Inspiration

Ultramarathons: Why?

Post by
Jonathan Life, PhD
The sport of ‘ultrarunning’—generally defined to include any footraces longer than the 42.2km standard marathon—has seen a recent surge in popularity. The allure of this sport seems to be pushing one’s physical endurance to the absolute limit.

Some examples of ultramarathons include: The Badwater Ultramarathon, a 135-mile race with 14,600 feet of ascent, run in the hottest month of the year in a dry, dessert-climate area called ‘Death Valley;’ The Barkley Marathons, a 100-miler on an entirely unmarked wilderness course in Tennessee that only 14 of around 1,000 participants have finished in the race’s 20 year history; and The Self-Transcendence 3,100 Mile Race, a distance run on a half-mile loop around a school in New York City that runners have a maximum of 52 days to complete (about 60 miles a day), meaning, as with The Barkley, that many who attempt to finish don’t.

Considering races like these provokes one question: why?

As a runner myself, I have some understanding of the mentality behind the apparent madness. While I have only run further than the official marathon distance once – and even then, only for a ‘mere’ 50km – I have run many marathons (and other races) with specific time goals, and I have experienced both the satisfaction of meeting those goals as well as – probably more often – the disappointment of failing to do so.

In testing one’s physical endurance honestly, the possibility of success requires the possibility of failure. Races can be long and unforgiving, and, as Ultrarunner, Scott Jurek put it, ‘distance strips us bare.’

At the risk of admitting to clickbait, I’m not sure there’s really a rational explanation to fully explain why runners run. In Running with the Kenyans, Adharanand Finn perhaps puts it best:

“the times and charts are merely carrots we dangle in front of our rational mind, our over-analytical brain, to give it a reason to come along for the ride. What really drives us on is something else, this need to feel human, to reach below the multitude of layers of roles and responsibilities society has placed on us, down below the company name tags, even the father, husband, son labels, to the pure, raw human being underneath. At such moments, our rational mind becomes redundant. We move from thought to feeling.”


My sense is that’s what ultrarunning, and much of serious running in general, is about. Seeing the faces of agony runners make at 40km (or 80, or 200), however, one can’t blame folks for wondering if maybe disc golf or lawn bowling might move them from thought to feeling just as well.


What you need to do: Word for word, copy the line containing "The image size" and every line after it in the records below, leaving pictures out.
─── Input for this task ───
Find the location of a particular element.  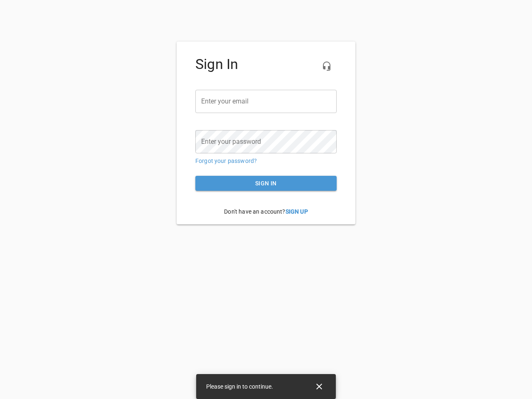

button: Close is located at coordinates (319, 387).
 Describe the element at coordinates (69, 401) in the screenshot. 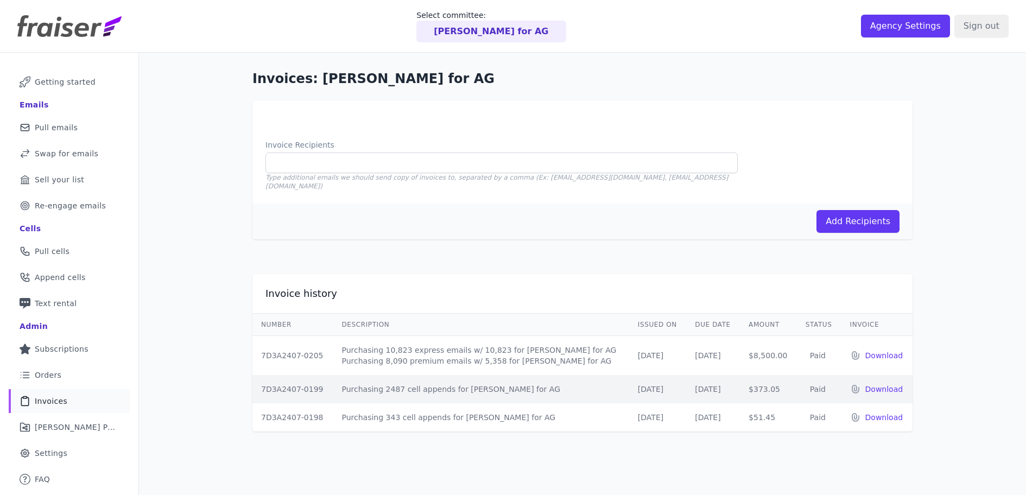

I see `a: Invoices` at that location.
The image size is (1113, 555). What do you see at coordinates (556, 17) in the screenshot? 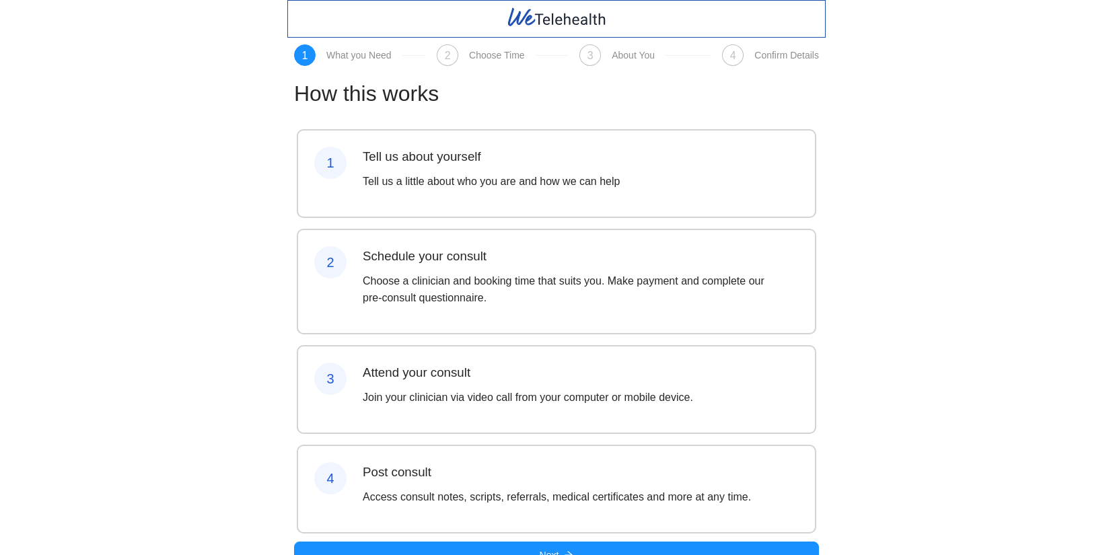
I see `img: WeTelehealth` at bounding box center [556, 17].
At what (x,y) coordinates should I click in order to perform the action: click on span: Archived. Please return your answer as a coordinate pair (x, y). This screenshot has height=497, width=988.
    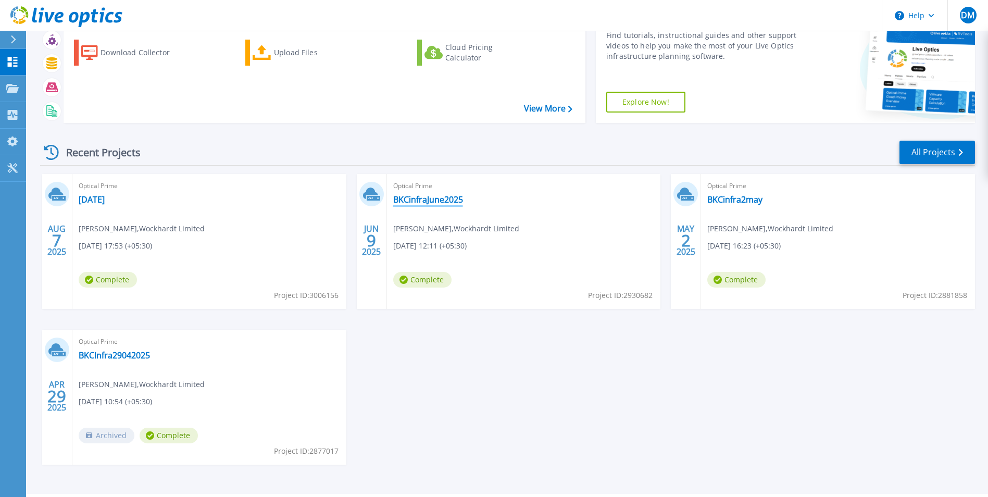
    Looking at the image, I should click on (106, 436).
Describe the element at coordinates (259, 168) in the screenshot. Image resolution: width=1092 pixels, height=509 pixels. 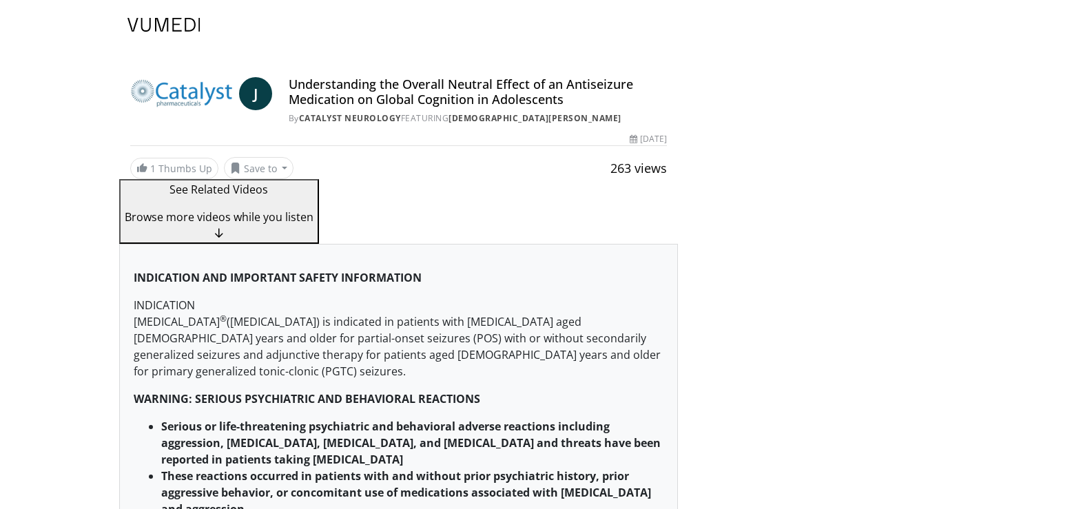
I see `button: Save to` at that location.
───
Solved exercise:
The image size is (1113, 555). What do you see at coordinates (556, 17) in the screenshot? 
I see `img: WeTelehealth` at bounding box center [556, 17].
At what (x,y) coordinates should I click in order to perform the action: click on span: Archived. Please return your answer as a coordinate pair (x, y). This screenshot has height=497, width=988.
    Looking at the image, I should click on (106, 436).
Describe the element at coordinates (259, 168) in the screenshot. Image resolution: width=1092 pixels, height=509 pixels. 
I see `button: Save to` at that location.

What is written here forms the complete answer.